We wanted to make it easier for students to discover colleges, without getting lost in outdated websites, buried links, or PDFs that haven’t been updated since dial-up internet. CollegeConnect exists to bring all that chaos into one gloriously simple, actually-usable app.
CollegeConnect lets students input their academic stats and hunt for colleges they might want to go to, without having to open 17 browser tabs or decipher mysterious Excel spreadsheets. You can filter, paginate, and pretend you have your life together with a UI that looks like it belongs in this century.
- Frontend: Next.js with React, TypeScript, and Tailwind because we enjoy pain
- Backend: College Scorecard API from the Department of Education (surprisingly usable, 10/10, would fetch again)
- Routing & Pagination: Next.js dynamic routing with URL-based query params because we enjoy watching ourselves suffer
- Deleted a dependency file and triggered a full-on crisis. Ended up reinstalling everything and migrating the whole codebase like nomads. It was... a time.
- Next.js components not playing nice and routes being a cryptic mess made for a thrilling debugging experience.
- TypeScript. Do we need to say more?
- Somehow created a clean, modern UI that people didn’t recoil from
- Managed to get filtering and pagination working with dynamic urls (take that, query strings)
- Maintained sanity and didn’t rage quit—arguably our greatest technical feat
- TypeScript errors are like mini-puzzles... that slowly destroy your will to live
- How to wrangle shadcn components into doing what we want (eventually)
- Next.js pagination, routing, and query params are like that one group project member who insists they’re helping but just cause problems
- That deleting
node_modulesis the tech equivalent of a summoning ritual, usually for chaos
- School-specific admin portals so orgs can actually update their info and we stop getting emails about it
- Making it not look weird on phones (wild idea, we know)
- Maybe throw some AI at the problem and let the robots recommend orgs to students, because what could possibly go wrong?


Requirement »
Retype the data that follows exactly. No pictures belong in the copy.

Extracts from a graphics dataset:
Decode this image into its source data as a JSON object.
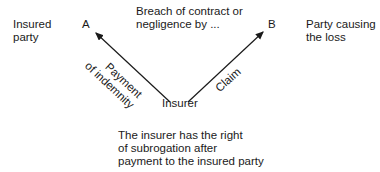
{
  "diagram": {
    "nodes": {
      "insured_label": [
        "Insured",
        "party"
      ],
      "a": "A",
      "breach": [
        "Breach of contract or",
        "negligence by ..."
      ],
      "b": "B",
      "party_causing": [
        "Party causing",
        "the loss"
      ],
      "insurer": "Insurer"
    },
    "edges": {
      "payment": [
        "Payment",
        "of indemnity"
      ],
      "claim": "Claim"
    },
    "note": [
      "The insurer has the right",
      "of subrogation after",
      "payment to the insured party"
    ],
    "colors": {
      "line": "#1a1a1a",
      "text": "#1a1a1a"
    }
  }
}
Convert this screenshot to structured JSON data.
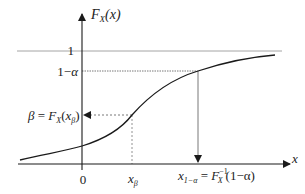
{
  "diagram": {
    "y_axis_label": {
      "main": "F",
      "sub": "X",
      "rest": "(x)"
    },
    "x_axis_label": "x",
    "origin_label": "0",
    "level_one_label": "1",
    "level_alpha_label": {
      "a": "1−",
      "b": "α"
    },
    "beta_label": {
      "beta": "β",
      "eq": " = ",
      "F": "F",
      "sub": "X",
      "open": "(",
      "x": "x",
      "xsub": "β",
      "close": ")"
    },
    "x_beta_label": {
      "x": "x",
      "sub": "β"
    },
    "x_alpha_label": {
      "x": "x",
      "sub": "1−α",
      "eq": " = ",
      "F": "F",
      "sup": "−1",
      "sub2": "X",
      "arg": "(1−α)"
    },
    "colors": {
      "axis": "#1a1a1a",
      "curve": "#1a1a1a",
      "asymptote": "#9a9a9a",
      "guide": "#555555"
    }
  }
}
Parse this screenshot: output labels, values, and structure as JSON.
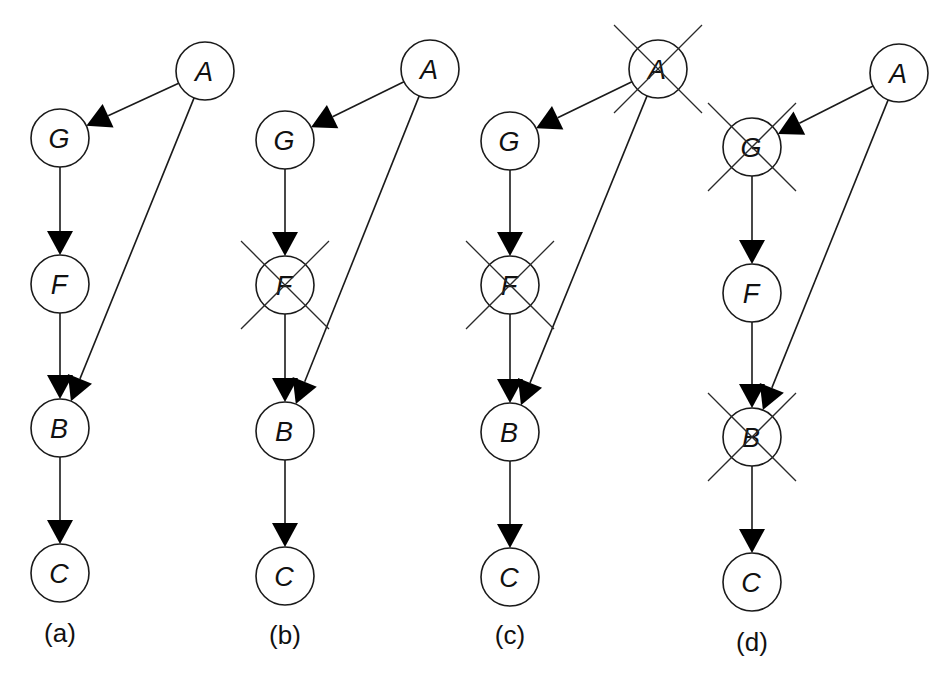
{
  "figure": {
    "node_radius": 29,
    "colors": {
      "stroke": "#1a1a1a",
      "fill": "#ffffff",
      "arrowhead": "#000000",
      "cross": "#2a2a2a"
    },
    "panels": [
      {
        "id": "a",
        "label": "(a)",
        "label_pos": [
          60,
          642
        ],
        "nodes": [
          {
            "id": "A",
            "label": "A",
            "x": 205,
            "y": 71,
            "crossed": false
          },
          {
            "id": "G",
            "label": "G",
            "x": 60,
            "y": 138,
            "crossed": false
          },
          {
            "id": "F",
            "label": "F",
            "x": 60,
            "y": 284,
            "crossed": false
          },
          {
            "id": "B",
            "label": "B",
            "x": 60,
            "y": 428,
            "crossed": false
          },
          {
            "id": "C",
            "label": "C",
            "x": 60,
            "y": 573,
            "crossed": false
          }
        ],
        "edges": [
          [
            "A",
            "G"
          ],
          [
            "G",
            "F"
          ],
          [
            "F",
            "B"
          ],
          [
            "A",
            "B"
          ],
          [
            "B",
            "C"
          ]
        ]
      },
      {
        "id": "b",
        "label": "(b)",
        "label_pos": [
          285,
          644
        ],
        "nodes": [
          {
            "id": "A",
            "label": "A",
            "x": 430,
            "y": 69,
            "crossed": false
          },
          {
            "id": "G",
            "label": "G",
            "x": 285,
            "y": 140,
            "crossed": false
          },
          {
            "id": "F",
            "label": "F",
            "x": 285,
            "y": 285,
            "crossed": true
          },
          {
            "id": "B",
            "label": "B",
            "x": 285,
            "y": 431,
            "crossed": false
          },
          {
            "id": "C",
            "label": "C",
            "x": 285,
            "y": 576,
            "crossed": false
          }
        ],
        "edges": [
          [
            "A",
            "G"
          ],
          [
            "G",
            "F"
          ],
          [
            "F",
            "B"
          ],
          [
            "A",
            "B"
          ],
          [
            "B",
            "C"
          ]
        ]
      },
      {
        "id": "c",
        "label": "(c)",
        "label_pos": [
          510,
          644
        ],
        "nodes": [
          {
            "id": "A",
            "label": "A",
            "x": 658,
            "y": 69,
            "crossed": true
          },
          {
            "id": "G",
            "label": "G",
            "x": 510,
            "y": 141,
            "crossed": false
          },
          {
            "id": "F",
            "label": "F",
            "x": 510,
            "y": 285,
            "crossed": true
          },
          {
            "id": "B",
            "label": "B",
            "x": 510,
            "y": 432,
            "crossed": false
          },
          {
            "id": "C",
            "label": "C",
            "x": 510,
            "y": 577,
            "crossed": false
          }
        ],
        "edges": [
          [
            "A",
            "G"
          ],
          [
            "G",
            "F"
          ],
          [
            "F",
            "B"
          ],
          [
            "A",
            "B"
          ],
          [
            "B",
            "C"
          ]
        ]
      },
      {
        "id": "d",
        "label": "(d)",
        "label_pos": [
          752,
          651
        ],
        "nodes": [
          {
            "id": "A",
            "label": "A",
            "x": 899,
            "y": 73,
            "crossed": false
          },
          {
            "id": "G",
            "label": "G",
            "x": 752,
            "y": 147,
            "crossed": true
          },
          {
            "id": "F",
            "label": "F",
            "x": 752,
            "y": 293,
            "crossed": false
          },
          {
            "id": "B",
            "label": "B",
            "x": 752,
            "y": 437,
            "crossed": true
          },
          {
            "id": "C",
            "label": "C",
            "x": 752,
            "y": 582,
            "crossed": false
          }
        ],
        "edges": [
          [
            "A",
            "G"
          ],
          [
            "G",
            "F"
          ],
          [
            "F",
            "B"
          ],
          [
            "A",
            "B"
          ],
          [
            "B",
            "C"
          ]
        ]
      }
    ]
  }
}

Expected answer »
Decode this image into its source data as a JSON object.
{
  "diagram": {
    "nodes": {
      "insured_label": [
        "Insured",
        "party"
      ],
      "a": "A",
      "breach": [
        "Breach of contract or",
        "negligence by ..."
      ],
      "b": "B",
      "party_causing": [
        "Party causing",
        "the loss"
      ],
      "insurer": "Insurer"
    },
    "edges": {
      "payment": [
        "Payment",
        "of indemnity"
      ],
      "claim": "Claim"
    },
    "note": [
      "The insurer has the right",
      "of subrogation after",
      "payment to the insured party"
    ],
    "colors": {
      "line": "#1a1a1a",
      "text": "#1a1a1a"
    }
  }
}
Convert this screenshot to structured JSON data.
{
  "diagram": {
    "y_axis_label": {
      "main": "F",
      "sub": "X",
      "rest": "(x)"
    },
    "x_axis_label": "x",
    "origin_label": "0",
    "level_one_label": "1",
    "level_alpha_label": {
      "a": "1−",
      "b": "α"
    },
    "beta_label": {
      "beta": "β",
      "eq": " = ",
      "F": "F",
      "sub": "X",
      "open": "(",
      "x": "x",
      "xsub": "β",
      "close": ")"
    },
    "x_beta_label": {
      "x": "x",
      "sub": "β"
    },
    "x_alpha_label": {
      "x": "x",
      "sub": "1−α",
      "eq": " = ",
      "F": "F",
      "sup": "−1",
      "sub2": "X",
      "arg": "(1−α)"
    },
    "colors": {
      "axis": "#1a1a1a",
      "curve": "#1a1a1a",
      "asymptote": "#9a9a9a",
      "guide": "#555555"
    }
  }
}
Parse this screenshot: output labels, values, and structure as JSON.
{
  "figure": {
    "node_radius": 29,
    "colors": {
      "stroke": "#1a1a1a",
      "fill": "#ffffff",
      "arrowhead": "#000000",
      "cross": "#2a2a2a"
    },
    "panels": [
      {
        "id": "a",
        "label": "(a)",
        "label_pos": [
          60,
          642
        ],
        "nodes": [
          {
            "id": "A",
            "label": "A",
            "x": 205,
            "y": 71,
            "crossed": false
          },
          {
            "id": "G",
            "label": "G",
            "x": 60,
            "y": 138,
            "crossed": false
          },
          {
            "id": "F",
            "label": "F",
            "x": 60,
            "y": 284,
            "crossed": false
          },
          {
            "id": "B",
            "label": "B",
            "x": 60,
            "y": 428,
            "crossed": false
          },
          {
            "id": "C",
            "label": "C",
            "x": 60,
            "y": 573,
            "crossed": false
          }
        ],
        "edges": [
          [
            "A",
            "G"
          ],
          [
            "G",
            "F"
          ],
          [
            "F",
            "B"
          ],
          [
            "A",
            "B"
          ],
          [
            "B",
            "C"
          ]
        ]
      },
      {
        "id": "b",
        "label": "(b)",
        "label_pos": [
          285,
          644
        ],
        "nodes": [
          {
            "id": "A",
            "label": "A",
            "x": 430,
            "y": 69,
            "crossed": false
          },
          {
            "id": "G",
            "label": "G",
            "x": 285,
            "y": 140,
            "crossed": false
          },
          {
            "id": "F",
            "label": "F",
            "x": 285,
            "y": 285,
            "crossed": true
          },
          {
            "id": "B",
            "label": "B",
            "x": 285,
            "y": 431,
            "crossed": false
          },
          {
            "id": "C",
            "label": "C",
            "x": 285,
            "y": 576,
            "crossed": false
          }
        ],
        "edges": [
          [
            "A",
            "G"
          ],
          [
            "G",
            "F"
          ],
          [
            "F",
            "B"
          ],
          [
            "A",
            "B"
          ],
          [
            "B",
            "C"
          ]
        ]
      },
      {
        "id": "c",
        "label": "(c)",
        "label_pos": [
          510,
          644
        ],
        "nodes": [
          {
            "id": "A",
            "label": "A",
            "x": 658,
            "y": 69,
            "crossed": true
          },
          {
            "id": "G",
            "label": "G",
            "x": 510,
            "y": 141,
            "crossed": false
          },
          {
            "id": "F",
            "label": "F",
            "x": 510,
            "y": 285,
            "crossed": true
          },
          {
            "id": "B",
            "label": "B",
            "x": 510,
            "y": 432,
            "crossed": false
          },
          {
            "id": "C",
            "label": "C",
            "x": 510,
            "y": 577,
            "crossed": false
          }
        ],
        "edges": [
          [
            "A",
            "G"
          ],
          [
            "G",
            "F"
          ],
          [
            "F",
            "B"
          ],
          [
            "A",
            "B"
          ],
          [
            "B",
            "C"
          ]
        ]
      },
      {
        "id": "d",
        "label": "(d)",
        "label_pos": [
          752,
          651
        ],
        "nodes": [
          {
            "id": "A",
            "label": "A",
            "x": 899,
            "y": 73,
            "crossed": false
          },
          {
            "id": "G",
            "label": "G",
            "x": 752,
            "y": 147,
            "crossed": true
          },
          {
            "id": "F",
            "label": "F",
            "x": 752,
            "y": 293,
            "crossed": false
          },
          {
            "id": "B",
            "label": "B",
            "x": 752,
            "y": 437,
            "crossed": true
          },
          {
            "id": "C",
            "label": "C",
            "x": 752,
            "y": 582,
            "crossed": false
          }
        ],
        "edges": [
          [
            "A",
            "G"
          ],
          [
            "G",
            "F"
          ],
          [
            "F",
            "B"
          ],
          [
            "A",
            "B"
          ],
          [
            "B",
            "C"
          ]
        ]
      }
    ]
  }
}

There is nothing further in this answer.